04/27/2025
Gather 'round while I tell you the myth of Ta**us, the steadfast earth sign represented by the bull in the night sky.
Europa was a princess of Phoenicia, the daughter of King Agenor. She lived near the sea, in a land where the sun was strong and the gods were always watching. One morning, she walked down to the shoreline to gather flowers. She wasn’t alone; her attendants were with her, laughing, talking, filling their baskets, but all of that faded when she saw the bull.
He stood apart from the herd, white from horn to hoof. He wasn’t grazing, he wasn’t restless. He watched her, and she watched him.

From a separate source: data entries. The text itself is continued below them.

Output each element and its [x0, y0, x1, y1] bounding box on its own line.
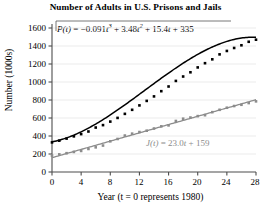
prison-trend-curve: [52, 37, 256, 142]
equation-bracket: [56, 21, 231, 31]
jail-data-points: [51, 100, 258, 157]
gridlines: [52, 28, 256, 154]
axis-ticks: [49, 28, 257, 176]
plot-canvas: [0, 0, 271, 214]
chart-figure: Number of Adults in U.S. Prisons and Jai…: [0, 0, 271, 214]
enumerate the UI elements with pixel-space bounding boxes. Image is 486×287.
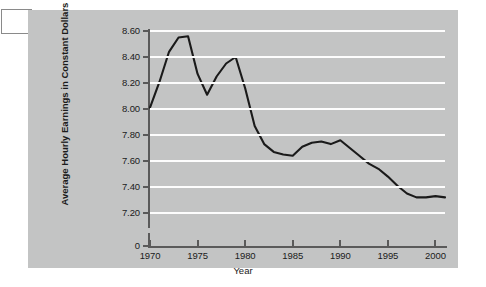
gridline-8.20: [150, 82, 445, 84]
y-label-7.80: 7.80: [122, 129, 140, 140]
gridline-7.60: [150, 160, 445, 162]
x-tick-1975: [197, 240, 199, 247]
gridline-7.80: [150, 134, 445, 136]
x-tick-1995: [387, 240, 389, 247]
gridline-8.00: [150, 108, 445, 110]
y-label-7.20: 7.20: [122, 207, 140, 218]
gridline-7.20: [150, 212, 445, 214]
x-label-1980: 1980: [235, 250, 256, 261]
x-axis-title: Year: [28, 265, 458, 276]
x-tick-1970: [149, 240, 151, 247]
y-tick-7.40: [143, 186, 149, 188]
y-label-7.40: 7.40: [122, 181, 140, 192]
y-label-8.00: 8.00: [122, 103, 140, 114]
y-tick-zero: [143, 245, 149, 247]
x-tick-1980: [244, 240, 246, 247]
gridline-8.40: [150, 56, 445, 58]
y-axis-tick-labels: 8.608.408.208.007.807.607.407.200: [28, 10, 140, 268]
x-label-1985: 1985: [282, 250, 303, 261]
y-label-8.20: 8.20: [122, 77, 140, 88]
x-label-1990: 1990: [330, 250, 351, 261]
earnings-line-series: [150, 31, 445, 226]
y-tick-7.20: [143, 212, 149, 214]
chart-panel: 8.608.408.208.007.807.607.407.200 Averag…: [28, 10, 458, 268]
plot-area: [150, 31, 445, 226]
y-tick-7.60: [143, 160, 149, 162]
y-tick-8.00: [143, 108, 149, 110]
y-axis-title: Average Hourly Earnings in Constant Doll…: [59, 36, 70, 206]
x-label-2000: 2000: [425, 250, 446, 261]
gridline-7.40: [150, 186, 445, 188]
x-label-1975: 1975: [187, 250, 208, 261]
gridline-8.60: [150, 30, 445, 32]
y-tick-8.20: [143, 82, 149, 84]
x-tick-1990: [339, 240, 341, 247]
x-axis-line: [148, 246, 447, 248]
y-label-8.60: 8.60: [122, 25, 140, 36]
y-label-7.60: 7.60: [122, 155, 140, 166]
x-tick-2000: [434, 240, 436, 247]
x-label-1995: 1995: [378, 250, 399, 261]
x-tick-1985: [292, 240, 294, 247]
y-tick-7.80: [143, 134, 149, 136]
y-tick-8.40: [143, 56, 149, 58]
y-tick-8.60: [143, 30, 149, 32]
x-label-1970: 1970: [140, 250, 161, 261]
y-label-8.40: 8.40: [122, 51, 140, 62]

She approached without fear. The bull didn’t move. He knelt before her.
Europa placed her hand on his back and then climbed on. The others called to her, but she was already seated, holding tight to the soft curve of his neck. In the next moment, the bull rose and began walking straight into the sea.
The water came to his knees, then his shoulders. Europa held on as the bull moved deeper into the sea, and soon, the shore disappeared behind them.
The bull swam across the ocean, carrying her over the waves like they belonged there. She wasn’t soaked or cold and the sea didn’t fight him. The sky stayed clear. It was as if the world itself had parted for the journey.
They reached the island of Crete, and there, the truth was revealed. The bull wasn’t a bull after all. He was Zeus, the king of the gods.He had watched Europa from Olympus. He had chosen her. And as he had done before, he changed his shape to take what he wanted.
On Crete, Europa became queen. She bore Zeus three sons, all of them noble and tied to the island's future. One of them, Minos, would go on to rule Crete, build the Labyrinth, and father the generation of myths that would follow.
But long after Europa’s sons grew into kings, the image of the bull remained. Zeus set it in the sky, not to honor himself but the form he took—the bull that carried him—the one who did not fight, who did not flinch, who simply moved forward, steady and unstoppable.
This is the story behind Ta**us.
Ta**us is not the god, not the seduction, not the chaos that came after. Ta**us is the form. The shape. The force that doesn’t need to speak loudly to be felt. In the bull, there is power without aggression. Strength without force. Devotion without demand. Ta**us is the part of the myth that didn’t waver. It took the weight of a god and crossed an ocean.
And it never looked back.
This is the Archetype of Ta**us
Ta**us is the second sign of the zodiac. It’s ruled by Venus, but its strength comes from the earth. It doesn’t rush. It doesn’t scatter. Ta**us plants its feet, knows its weight, and moves when it’s ready. In the myth, the bull doesn’t speak. It doesn’t explain. It just acts. There’s clarity in that. Ta**us doesn’t need to perform. It shows up. It carries what’s asked of it. It follows through.
People born under Ta**us often carry this energy. There’s a quiet persistence in them. A sense of loyalty that doesn’t bend easily. They don’t change direction for no reason. When they commit to something, whether it’s a person, a path, or a purpose, they stay with it.
Ta**us knows that strength isn’t about force. It’s about staying power. It’s the one who keeps showing up. The one who finishes what others start. It’s not a flashy sign. But it’s not forgettable, either. Ta**us is the reason the crops grow, the seasons turn, and the foundation stays steady while others are chasing the next thing.
The bull in the sky isn’t there because it roared the loudest. It’s there because it carried the weight of a god across seas and it never broke pace. That is Ta**us energy.